Leftover Salad
“Does anybody want this?” my son asked while waving a cling film clad bowl at me and my wife, “If not I’m going to blend it up and make spaghetti sauce.”
He just pulled leftover Mediterranean salad from the fridge: fresh cherry tomatoes, lovely hearts of palm, zippy pickled hot cherry peppers, sweet bell peppers, black olives, a nice mild olive oil with white balsamic and a hint of not so mild garlic, sweet basil and oregano with various herbs, and pale green cucumber slices that every right thinking person knows are really just bulk filler.
“Yeah I want that,” I thought to myself, “it’s delicious and loaded with good stuff.” For an instant I even wanted the cucumbers.
And then I remembered that yesterday when the salad was fresh I passed. Earlier today my eyes fridge surfed over it with a shrug. In a moment my attitude toward the salad changed from nay to yay. I wanted to take it and gobble it down, despite a strangely dissonant certainty that I greatly prefer freshly made pasta sauce to salad. Even the cucumbers!
Mimesis
Fresh pasta sauce tastes delish. Day old salad, not so much.
Weird. How did this happen?
Rene Girard’s ghost piped up. “You’re mimetic. You have no desires of your own,” he said, “you borrow them from your neighbors then think they are your own. You gotta give that shit up. Bad mimesis leads to conflict.”
Girard was right. I only wanted the salad because my son said he wanted it first. Mimesis: we want by imitating our neighbors. We want what they have or want, or what we think they have or want. Girard’s primary insight is this, that mimetic desire is the defining characteristic of all humans. Mimetic means imitative. We have no thumotic desires of their own, but we cannot exist without them, so we copy our neighbors’. He calls his insight Mimetic Theory.
If mimetic means imitative, why did Girard not coin the phrase ‘Imitative Theory’? There are two answers and they both boil down to this: nobody knows what it means. First, the word ‘imitative’ sounds familiar but ‘mimetic’ exotic. The nice thing about exotic words is that we know we do not know them, so we are willing to forego gut feelings and learn what they actually mean. Secondly, Girard lived in the world of elite academia where anyone will believe anything so long as it is incomprehensible.

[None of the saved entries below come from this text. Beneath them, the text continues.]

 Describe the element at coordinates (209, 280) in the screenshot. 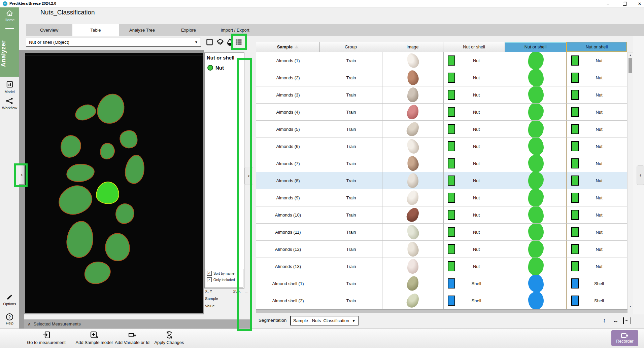

I see `only-included-checkbox: ✓` at that location.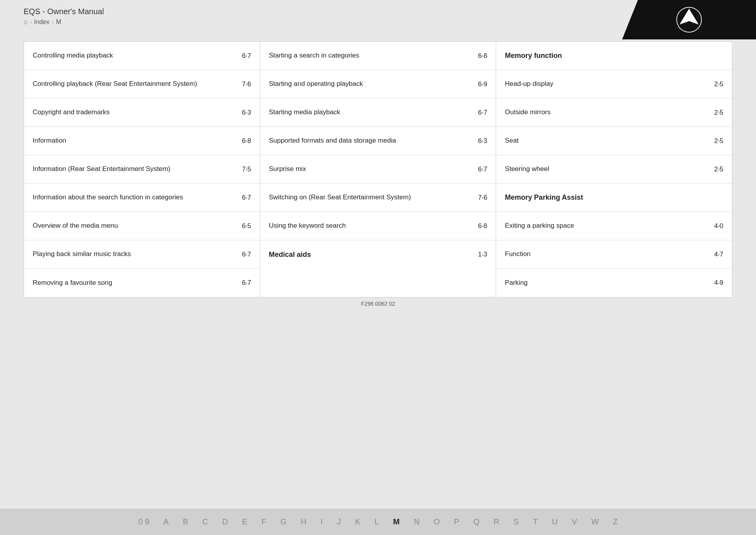 Image resolution: width=756 pixels, height=535 pixels. What do you see at coordinates (142, 169) in the screenshot?
I see `list-item: Information (Rear Seat Entertainment Sys…` at bounding box center [142, 169].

You might think to yourself, “What a load of nonsense! My desires are my own, not second hand borrowed doohickeys! Eating and breathing and sleeping and what-not.” (If you are not thinking that, wouldn’t you like to? Everyone else is.) Girard means thumotic desires, not animal desires. All the cool kids know what ‘thumotic’ means. I’m sure you know, or at least you desire to know.